Seminar paper from the year 2012 in the subject Literature - Modern
Literature, grade: hundred per cent (10 out of 10), Jadavpur
University, course: "utopian literature," optional course, MA
English, Second Year, Fourth Semester, conducted by Rimi B.
Chatterjee, language: English, comment: My teacher's comment: 'What
a beautiful, perceptive and moving piece. i strongly recommend that
you publish it.', abstract: Time has been conceptualized in various
ways by the scientists, litterateurs and philosophers. But here,
drawing on a 'utopian' narrative by a Russian author, Mukhopadhyay
envisages an empathetic temporality that can create a mysterious
compatibility between human time and natural time by ushering in a
new temporal mode, a time of empathetically propelled togetherness.
At the same time, the work also seeks to explore the ways in which
we can modify our anthropocentric systems of thought by realigning
ourselves with our planet that also opens us up towards new vistas
of imagination.Beginning to invoke an empathetic temporality that
changes autumn into spring, we can move towards an unimaginably
wonderful future where Time is not conquered but befriended by
human beings, and human beings can rediscover the loving Nature
that may lie hidden beneath the 'ravages of time'.
What happens if Eros intrudes into the master-slave dialectic?
Aiming to partially de-Hegelianize the master-slave dialectic and
showing its sinister perpetuation in the democratic socius- not as
a phase of a progressive dialectic, but as a frozen paradigm of
social (especially inter-male) interactions- this book poises Eros
at the threshold of ratiocination and imagination, arguing against
the exclusion of Eros from the domain of political economy and
imaginatively envisaging an erotic collectivity.

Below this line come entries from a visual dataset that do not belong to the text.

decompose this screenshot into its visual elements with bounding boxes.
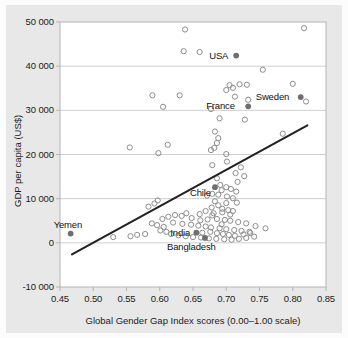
x-tick-label: 0.85 — [310, 293, 342, 304]
y-axis-title: GDP per capita (US$) — [12, 114, 23, 206]
point-label-chile: Chile — [190, 187, 211, 198]
x-tick-label: 0.75 — [244, 293, 276, 304]
y-tick-label: 10 000 — [26, 193, 54, 204]
x-tick-label: 0.60 — [144, 293, 176, 304]
x-tick-label: 0.65 — [177, 293, 209, 304]
x-axis-title: Global Gender Gap Index scores (0.00–1.0… — [60, 315, 326, 326]
y-tick-marks — [56, 22, 60, 287]
point-label-sweden: Sweden — [256, 91, 289, 102]
point-label-bangladesh: Bangladesh — [167, 241, 216, 252]
chart-figure: GDP per capita (US$) Global Gender Gap I… — [0, 0, 348, 338]
y-tick-label: 30 000 — [26, 104, 54, 115]
x-tick-label: 0.50 — [77, 293, 109, 304]
x-tick-label: 0.55 — [111, 293, 143, 304]
point-label-france: France — [206, 100, 235, 111]
y-tick-label: 20 000 — [26, 149, 54, 160]
x-tick-label: 0.70 — [210, 293, 242, 304]
y-tick-label: 50 000 — [26, 16, 54, 27]
y-tick-label: -10 000 — [22, 281, 54, 292]
y-tick-label: 40 000 — [26, 60, 54, 71]
x-tick-marks — [60, 287, 326, 291]
point-label-india: India — [170, 227, 190, 238]
point-label-usa: USA — [209, 50, 228, 61]
point-label-yemen: Yemen — [54, 219, 82, 230]
y-tick-label: 0 — [49, 237, 54, 248]
x-tick-label: 0.45 — [44, 293, 76, 304]
x-tick-label: 0.80 — [277, 293, 309, 304]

Such a
collectivity would, the author argues, establish palpable erotic
reciprocity between its members, thereby doing away with the
unequal recognition that is the kernel of the master-slave
dialectic. Setting its critique of theoretical closures in praxis,
this book looks forward to an erotic future that can't be captured
in any philosophical systems. Intellectually stimulating and
occasionally deliberately provocative, this work would proffer its
readers a pure intellectual bliss- that of mulling over things de
novo from an "erotic" perspective. This book is the vehicle for the
readers' as well as the author's journey towards Aphrodite.